A Quote by Amrapali Gupta

One year of parenthood made us realize our responsibility towards our son. We also understood how a child needs his parents and how much they are dependent on their parents for anything to everything.
A parent does not do everything for their kid. A parent that does everything for their kid produces a kid with no self-confidence. If our parents fixed everything for us and did not allow us to do anything on our own, or intervened every single time, we would all grow up to be completely dependent. The reason we grow up to be healthy adults is because our parents played this game of giving us responsibility, disciplining us when necessary, letting us try, letting us fail.
Our lives are a series of lowered expectations year after year. We got pounded by everything around us. Just like our parents and their parents. We are products of our social and economic milieu.
Right from the moment of our birth, we are under the care and kindness of our parents, and then later on in our life when we are oppressed by sickness and become old, we are again dependent on the kindness of others. Since at the beginning and end of our lives we are so dependent on other's kindness, how can it be in the middle that we would neglect kindness towards others?
If our parents fixed everything for us and did not allow us to do anything on our own, or intervened every single time, we would all grow up to be completely dependent.
You know, my parents have always been incredibly supportive. I'm an only child, so we're very close. There's just the three of us. They're exceptional parents but also great friends. My father was able to take his hobby, photography, and turn it into a beautiful career. So when they saw how much I loved acting, they were 100 percent behind me.
I hope to make people realize how totally helpless animals are, how dependent on us, trusting as a child must that we will be kind and take care of their needs.
As women, we're presented this false choice that is either our children or our work. But I don't think I fully understood the paradox until I had a child. I bring my son to work and let other parents do the same. I am very intentional about the workplace that I create, and my son is a big part of that.
If having a soul means being able to feel love and loyalty and gratitude, then animals are better off than a lot of humans. I hope to make people realize how totally helpless animals are, how dependent on us, trusting as a child must that we will be kind and take care of their needs ...[they] are an obligation put on us, a responsibility we have no right to neglect, nor to violate by cruelty.
My fatherhood made me understand my parents and to honor them more for the love they gave. My sonhood was revealed to me in its own perfection and I understood the reason the Chinese so value filiality, the responsibility of the son to honor the parents.
To me, the main difference between young people now and the people I was young with isn't so much style, it's the relationships they have with their parents. Their parents like them much more than ours liked us. Our parents weren't our friends. But now I see my friends on the phones with their, what, 30 - year - old kids? And they're talking about feelings.
So many of our love languages are based on how our parents loved us or didn't love us. What our parents gave us either has become our priority or what they didn't give us has become our priority.
I wish my parents hadn't made me feel that how I looked was linked to how much they loved me. But I do also see how hard it must be to see your child pile on the pounds and trust they'll find their own way back to a healthy weight.
Child abuse is still sanctioned โ€” indeed, held in high regard โ€” in our society as long as it is defined as child-rearing. It is a tragic fact that parents beat their children in order to escape the emotions from how they were treated by their own parents.
O sancta simplicitas! What strange simplification and falsification mankind lives on! One can never cease to marvel once one has acquired eyes for this marvel! How we have made everything around us bright and free and easy and simple! How we have known how to bestow on our senses a passport to everything superficial, on our thoughts a divine desire for wanton gambling and false conclusions! - how we have from the very beginning understood how to retain our ignorance so as to enjoy an almost inconceivable freedom, frivolity, impetuosity, bravery, cheerfulness of life, so as to enjoy life!
Especially with our first child, we tend to take too much responsibility--both credit and blame--for everything. The more we wantto be good parents, the more we tend to see ourselves as making or breaking our children.
The parents, the society, the state, the church, the educational system, they all depend on lies. As the child is born they start trapping it into lies. And the child is helpless. He cannot escape his parents, he is utterly dependent. You can exploit his dependence...and it has been exploited down the ages.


Transcribe each record exactly. Omit the pictures.

= Beginning of Section =

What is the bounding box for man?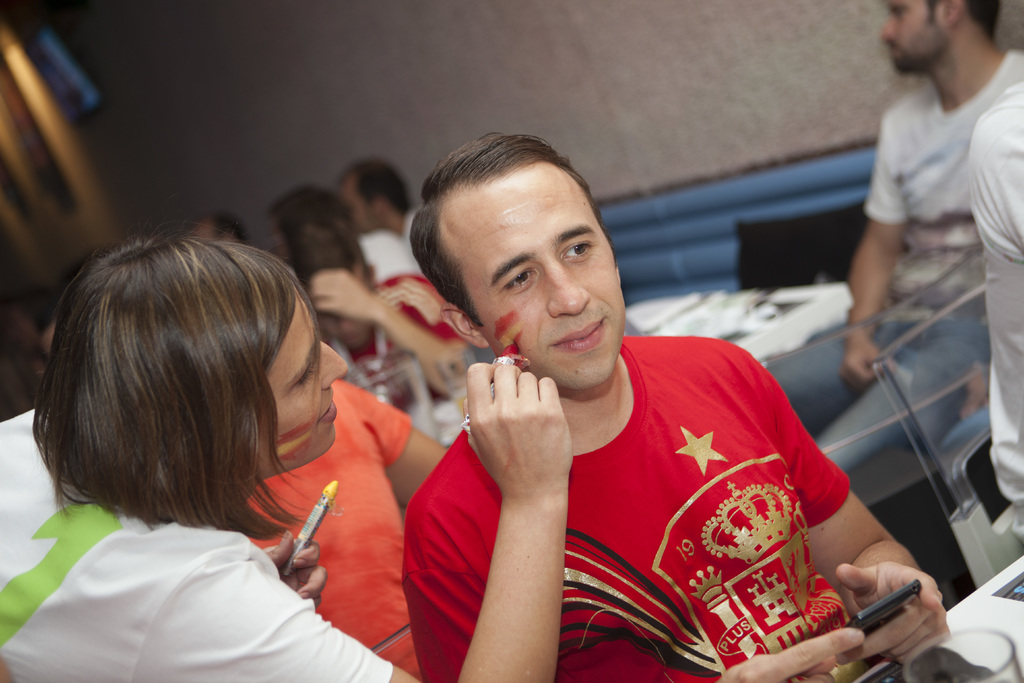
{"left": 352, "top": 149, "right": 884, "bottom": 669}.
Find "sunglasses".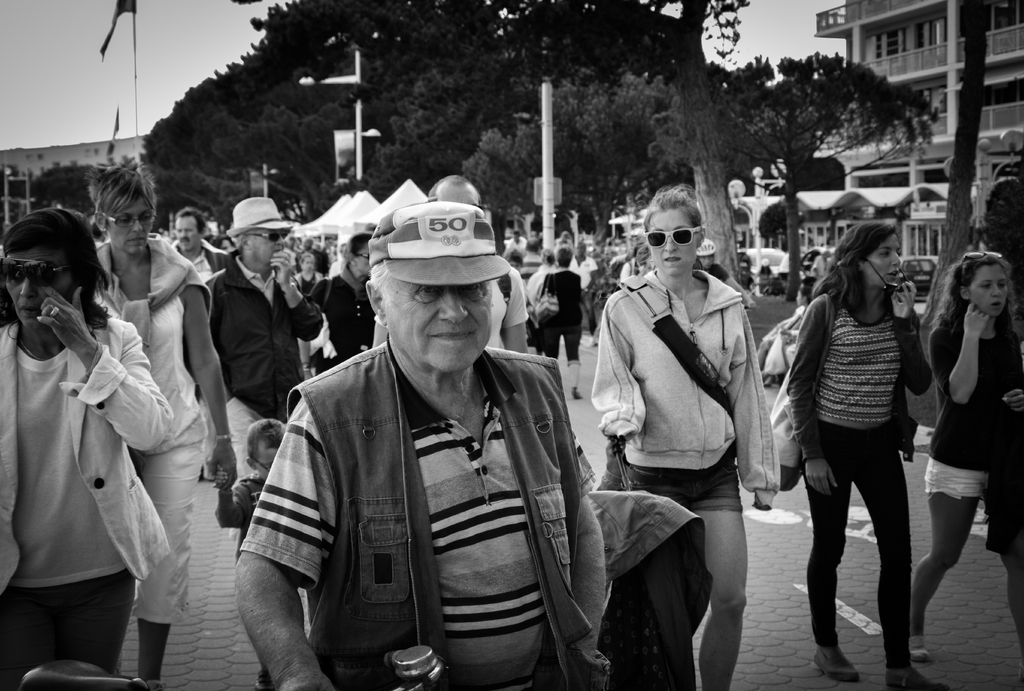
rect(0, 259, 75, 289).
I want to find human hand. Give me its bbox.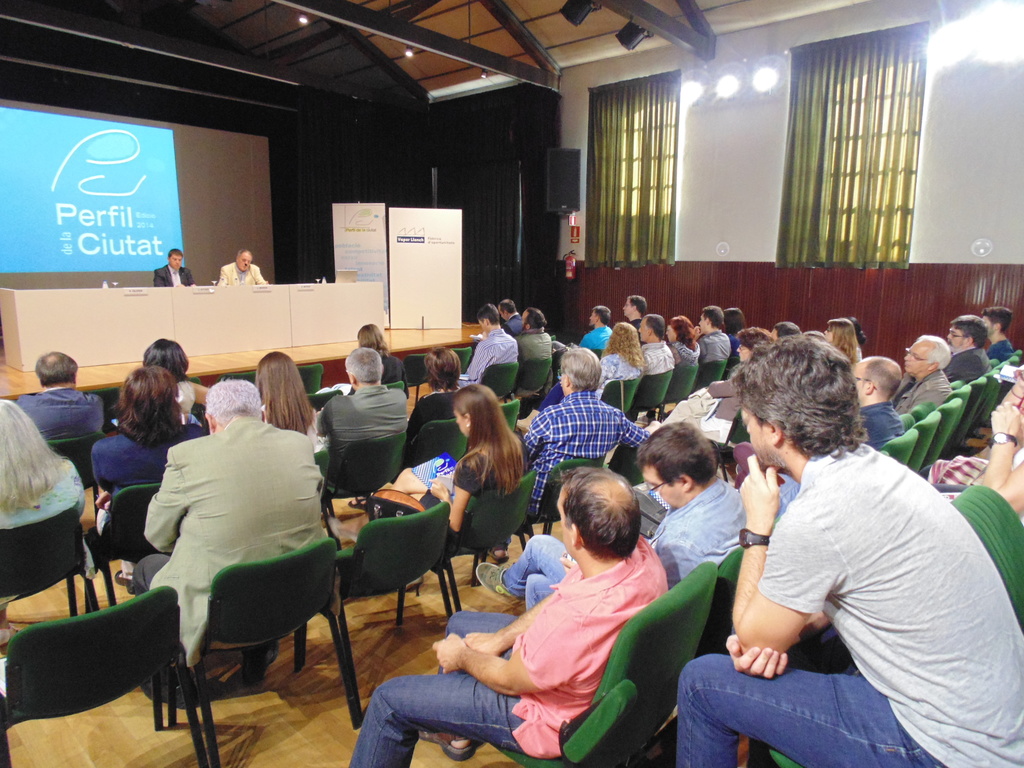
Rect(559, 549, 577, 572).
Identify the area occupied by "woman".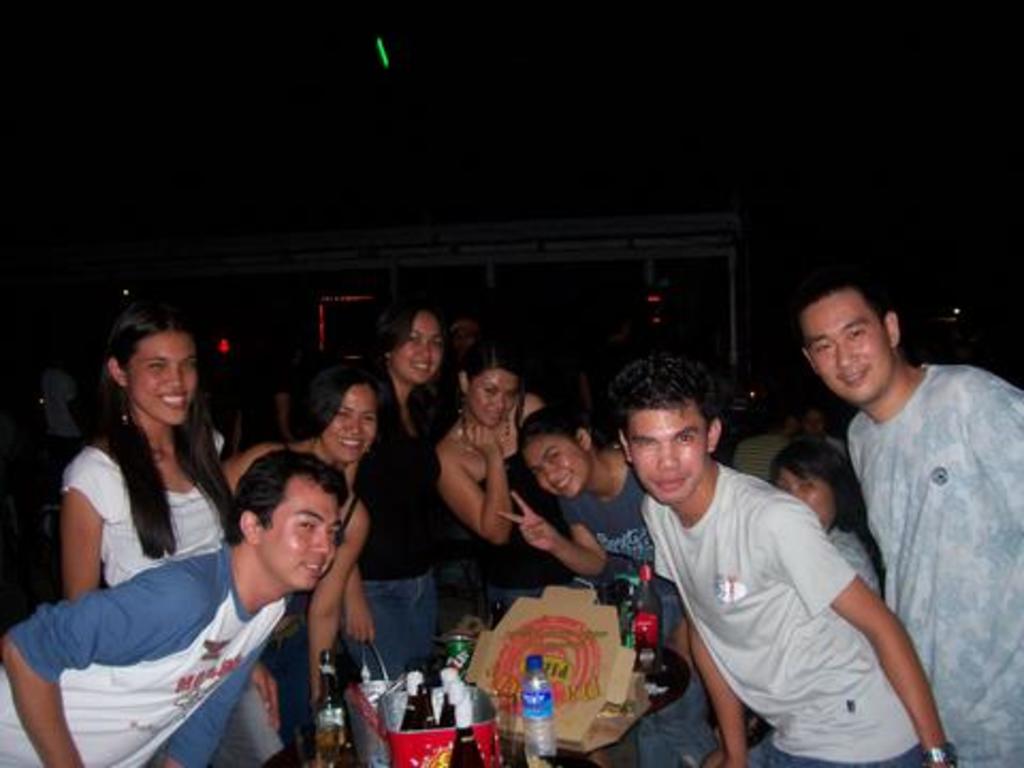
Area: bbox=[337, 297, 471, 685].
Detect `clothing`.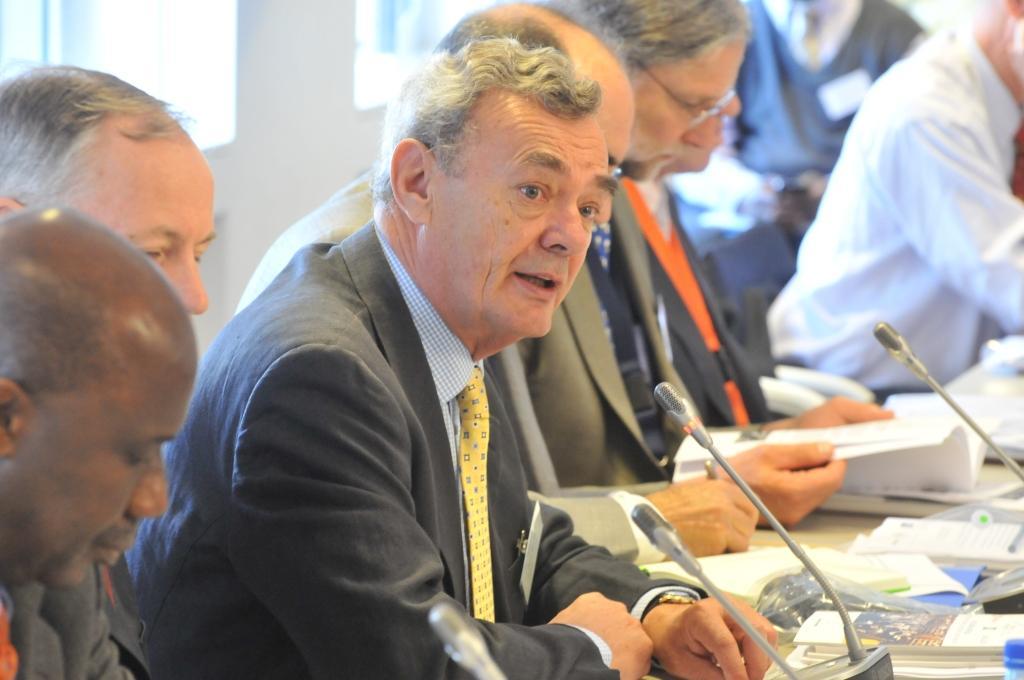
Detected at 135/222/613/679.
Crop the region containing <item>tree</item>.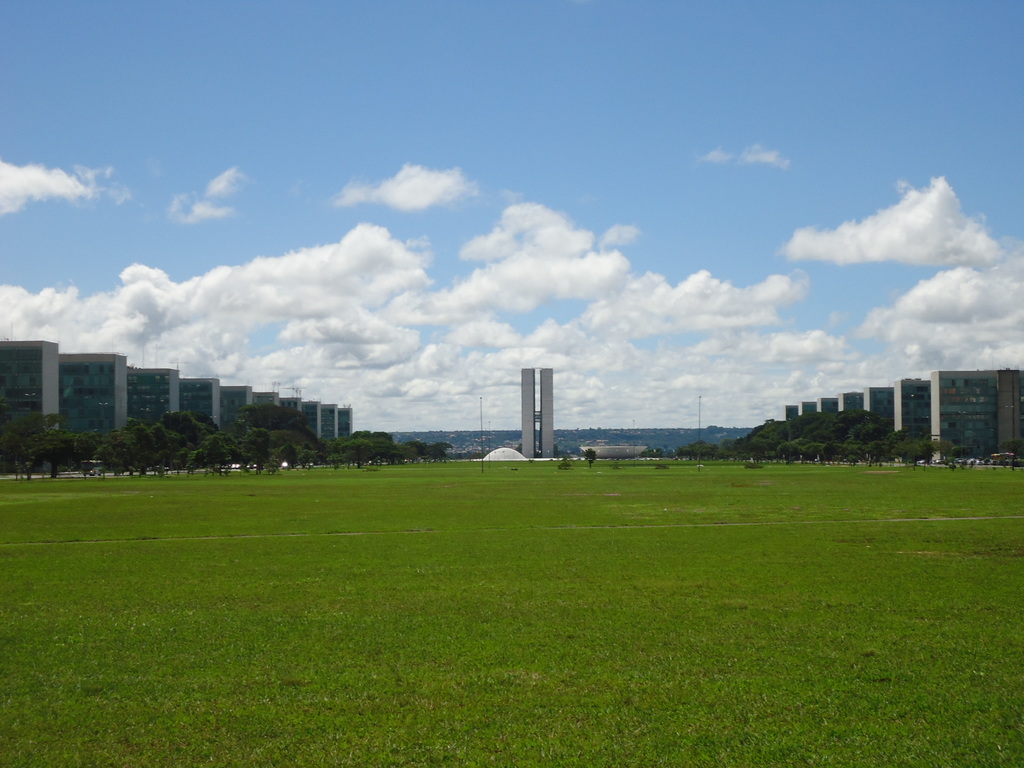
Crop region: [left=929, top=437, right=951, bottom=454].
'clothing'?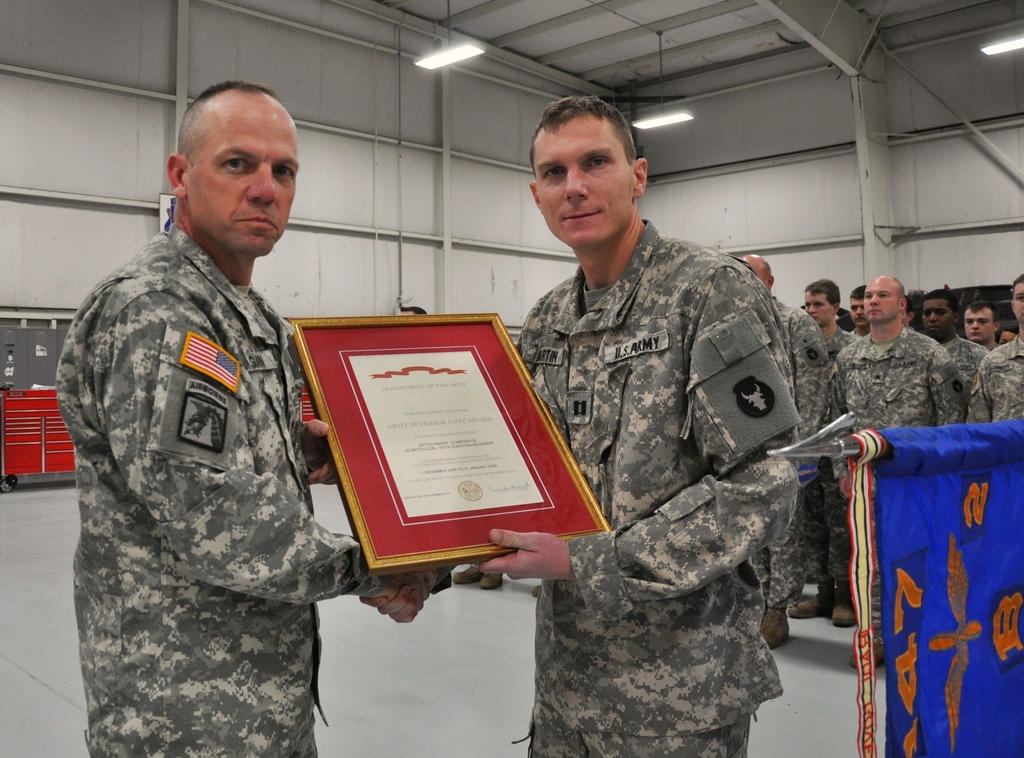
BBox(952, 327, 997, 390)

= End of Section =

- EXERCISE SOLUTION
What is the bounding box for man?
{"left": 352, "top": 149, "right": 884, "bottom": 669}.
Find "sunglasses".
rect(0, 259, 75, 289).
I want to find human hand. Give me its bbox.
Rect(559, 549, 577, 572).
Identify the area occupied by "woman".
Area: bbox=[337, 297, 471, 685].
Detect `clothing`.
Detected at 135/222/613/679.
Crop the region containing <item>tree</item>.
Crop region: [left=929, top=437, right=951, bottom=454].
'clothing'?
BBox(952, 327, 997, 390)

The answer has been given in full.